Work with me here. If you ban all social media and dating apps tomorrow, will you suddenly cured loneliness? I 100% doubt it. This reductionist logic is more like Stalin having all sparrows killed to save the crops.

The causes of problems are not necessarily their solutions
Both the cause and especially the solutions are way too complex to be summarized on HN comment in a few sentences but need an entire essay. Social media and dating apps are 10% tops of the issue. The issue has multiple layers developed over the decades.
> Except back then we had stuff like religion, church, village, common communities etc to bind people.

And in cities, more pubs, clubs, general social events where you can find people whose actual interests you share.

Most of us didn't go from Renaissance village churches to dating apps in one lifetime, let alone one day.

> Statistics show urbanites to be lonelier than ever, so that take disagrees with you.

Most surveys only started about 10 years ago, i.e. after social media and dating apps were already around, and the few longer surveys disagree with each other, but even they only go back to the 80s AFAICT; we've been living in big dense isolating cities for a lot longer than that.

> Massively depends on what the social life is like in the city you live in and what age you age.

So the focus should be on that, then. As in, not a dating app.

> While dating apps are more of a sure thing because most people are there to date.

Everyone I've heard talking about dating apps since Match Group cornered the market, says the only "sure thing" about them is how mediocre they are, at least for straight couples. Women get all the low-effort displays, men get no responses and spiral into low-effort displays.

>And in cities, more pubs, clubs, general social events where you can find people whose actual interests you share.
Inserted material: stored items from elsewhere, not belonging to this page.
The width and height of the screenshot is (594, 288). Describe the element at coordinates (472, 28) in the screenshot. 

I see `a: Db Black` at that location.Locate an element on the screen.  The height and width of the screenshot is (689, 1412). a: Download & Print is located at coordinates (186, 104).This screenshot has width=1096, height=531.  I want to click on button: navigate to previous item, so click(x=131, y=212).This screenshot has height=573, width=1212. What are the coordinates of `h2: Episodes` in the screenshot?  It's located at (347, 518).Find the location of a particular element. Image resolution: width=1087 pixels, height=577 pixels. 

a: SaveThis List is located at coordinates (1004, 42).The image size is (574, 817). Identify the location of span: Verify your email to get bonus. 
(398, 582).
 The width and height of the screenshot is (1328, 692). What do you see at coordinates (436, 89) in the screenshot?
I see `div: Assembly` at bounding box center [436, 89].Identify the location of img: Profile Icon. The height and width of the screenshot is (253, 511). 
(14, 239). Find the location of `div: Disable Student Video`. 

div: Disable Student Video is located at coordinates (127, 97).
In theory yes, in practice, not so much. Just because you're surrounded by people doesn't mean people don't stay atomized. It doesn't mean everyone is open to you or likes the same things. If your interests are rather niche and don't live in a large metro area with million of people then you might be shit out of luck if you hope to meet your partner via your niche interests, so dating apps it is. For me, none of my partners shared the same interests, so if I relied on my hobbies for dating I would have stayed single forever.

>So the focus should be on that, then. As in, not a dating app.

Unfortunately, datings apps are the only easy way to meet someone is some cities at certain age groups. There's people who just don't like, or don't have the money or the patients, to go out to events, hoping to meet someone, as that's a waste of time and money if your goal is just romantic dating and not speeding two hours to listen to a band you don't like and paying 7 Euros for a mediocre beer. They just want a sure date in the near future to settle down and have a family in the near future.

If you're single in your thirties, and you move to a new city for work, you don't have the time to first build a social network from scratch before you can meet a partner as that takes years or even decades. If you're optimizing for starting a family ASAP due to your biological clock, then you need to optimize for dating people in your age group who also want a family ASAP, not waste your time going to art galleries, pubs and clubs hoping that maybe you'll meet your future partner there. For this demographic dating apps are the only way to optimize for dates, especially if you're a man working in male dominated fields with male dominated hobbies. Which is why the majority of dating apps users are Millennials. Students and people in their early twenties have a lot more options for IRL dating than apps.

>Women get all the low-effort displays, men get no responses and spiral into low-effort displays.

And you think the results of romantic interactions between opposite sexes in bars and pubs is THAT much different? If you as a man approach all the women in the club you find attractive, how do you think it's gonna work out for both of you? Unless you're Henry Cavill, it's gonna be similar to dating apps: women getting too much unwanted attention and men getting only rejections.